Over the years, it has gained a somewhat deserved reputation for gathering a bunch of global elites in a posh Swiss resort for a week’s worth of self-congratulatory speeches – a sort of affirmation that the elite’s values and successes epitomize the triumph of democracy and
capitalism.
If voters in France’s upcoming presidential election prove closer to the Dutch than to Americans and Britons in their susceptibility to xenophobia and protectionism, their decision will have global implications for politics, economics, and the ideology of global
capitalism.
In the immediate aftermath of the global financial crisis, the European “social market” model of
capitalism
seemed like a logical alternative to the Thatcher-Reagan market fundamentalism that had broken down after 30 years of global dominance.
This renewed embrace of the market, reminiscent of Deng Xiaoping’s original turn to
capitalism
in 1979, will be hard medicine for China’s entrenched business and government elites to swallow.
By contrast, Trump advocates lower taxes for the wealthy, and seems willing to embrace some form of state
capitalism
– if not crony
capitalism
– via protectionist policies and special incentives for companies to manufacture in the US.

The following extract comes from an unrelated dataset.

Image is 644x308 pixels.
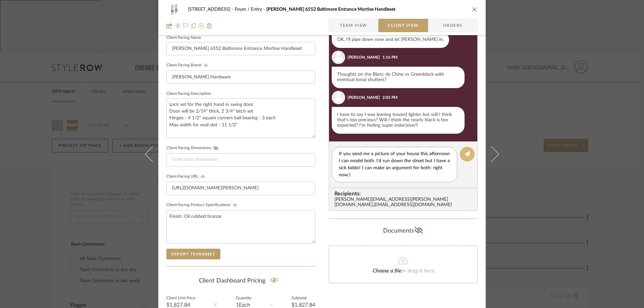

Those who predict capitalism’s demise have to contend with one important historical fact:
capitalism
has an almost unlimited capacity to reinvent itself.
The real question is not whether
capitalism
can survive – it can – but whether world leaders will demonstrate the leadership needed to take it to its next phase as we emerge from our current predicament.
Capitalism
has no equal when it comes to unleashing the collective economic energies of human societies.
At the political level,
capitalism
requires compensation and transfer mechanisms to render its outcomes acceptable.
As the current crisis has demonstrated yet again,
capitalism
needs stabilizing arrangements such as a lender of last resort and counter-cyclical fiscal policy.
In other words,
capitalism
is not self-creating, self-sustaining, self-regulating, or self-stabilizing.
The history of
capitalism
has been a process of learning and re-learning these lessons.
Through the early part of the twentieth century,
capitalism
was governed by a narrow vision of the public institutions needed to uphold it.
This left them free to build their own versions of national capitalism, as long as they obeyed a few simple international rules.
When Chinese-style
capitalism
met American-style capitalism, with few safety valves in place, it gave rise to an explosive mix.
The lesson is not that
capitalism
is dead.
Just as Smith’s minimal
capitalism
was transformed into Keynes’ mixed economy, we need to contemplate a transition from the national version of the mixed economy to its global counterpart.
Designing the next
capitalism
will not be easy.
Alone among the major advanced economies, Germany practices “stakeholder capitalism.”
Good Capitalism, Bad CapitalismMany people assumed that when the Berlin Wall fell in 1989, “capitalism” had won the ideological cold war and that “communism” had lost.
Oligarchic
capitalism
exists where power and money are highly concentrated among a few.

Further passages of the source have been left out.